If connections fail, check these common problems:

  • Security group rules (inbound/outbound)
  • Network ACLs in the VPC
  • Route table configurations
  • Bastion host SSH service status
  • Key file permissions (chmod 400 your-key.pem)

When working with AWS VPC architectures, we commonly deploy instances in private subnets for security reasons. These instances don't have public IPs and rely on NAT gateways (or NAT instances) in public subnets for outbound internet access.
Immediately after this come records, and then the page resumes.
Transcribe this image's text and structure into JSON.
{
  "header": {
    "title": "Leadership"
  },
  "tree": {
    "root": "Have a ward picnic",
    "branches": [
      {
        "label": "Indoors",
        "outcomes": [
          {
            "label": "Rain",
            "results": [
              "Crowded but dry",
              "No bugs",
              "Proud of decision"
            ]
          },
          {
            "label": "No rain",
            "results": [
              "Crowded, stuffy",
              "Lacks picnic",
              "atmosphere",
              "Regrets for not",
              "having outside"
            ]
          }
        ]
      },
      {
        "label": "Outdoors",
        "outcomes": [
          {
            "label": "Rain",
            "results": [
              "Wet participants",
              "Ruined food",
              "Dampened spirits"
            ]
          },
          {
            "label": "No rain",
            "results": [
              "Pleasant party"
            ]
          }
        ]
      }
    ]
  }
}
The challenge arises when we need inbound SSH access to these private instances from outside the VPC.

To establish this connection, we need:

  • A NAT instance with both public and private IPs
  • Proper security group rules allowing SSH traffic
  • Port forwarding configuration on the NAT instance
  • Route table configurations pointing to the NAT

First, ensure your security groups allow the following:


# NAT instance security group (inbound rules)
Type: SSH
Protocol: TCP
Port Range: 22
Source: 0.0.0.0/0 (or your specific IP range)

# Private instance security group (inbound rules)
Type: SSH
Protocol: TCP
Port Range: 22
Source: [NAT instance private IP]

On your NAT instance (assuming Linux), configure SSH port forwarding:


# Edit sshd_config to enable GatewayPorts
sudo nano /etc/ssh/sshd_config
# Add or modify:
GatewayPorts yes
# Then restart SSH service
sudo service sshd restart

Create an SSH tunnel for each private instance:


# General format:
ssh -i your-key.pem -Nf -L [NAT_PUBLIC_IP]:[EXTERNAL_PORT]:[PRIVATE_INSTANCE_IP]:22 ec2-user@[NAT_PUBLIC_IP]

# Example for instance 10.0.1.5 using port 2201:
ssh -i nat-key.pem -Nf -L 0.0.0.0:2201:10.0.1.5:22 ec2-user@54.123.45.67

Now you can SSH directly to your private instance through the NAT:


ssh -i private-key.pem -p 2201 ec2-user@[NAT_PUBLIC_IP]

For multiple instances, create a script to set up multiple tunnels:


#!/bin/bash
declare -A instances=(
    ["2201"]="10.0.1.5"
    ["2202"]="10.0.1.6"
    ["2203"]="10.0.1.7"
)

for port in "${!instances[@]}"; do
    ssh -i nat-key.pem -Nf -L 0.0.0.0:$port:${instances[$port]}:22 ec2-user@54.123.45.67
done

For production environments, consider using AWS Systems Manager Session Manager instead of port forwarding for better security and auditing:


# Install SSM agent on private instances
sudo yum install -y https://s3.amazonaws.com/ec2-downloads-windows/SSMAgent/latest/linux_amd64/amazon-ssm-agent.rpm
sudo systemctl enable amazon-ssm-agent
sudo systemctl start amazon-ssm-agent

# Connect via AWS CLI
aws ssm start-session --target [instance-id]
  • Ensure NAT instance has IP forwarding enabled: echo 1 > /proc/sys/net/ipv4/ip_forward
  • Verify route tables in private subnet point to the NAT instance
  • Check VPC flow logs if connections fail
  • Confirm security groups allow traffic in both directions

Remember to monitor your NAT instance's network bandwidth and CPU usage, as it becomes a critical path for all your SSH connections.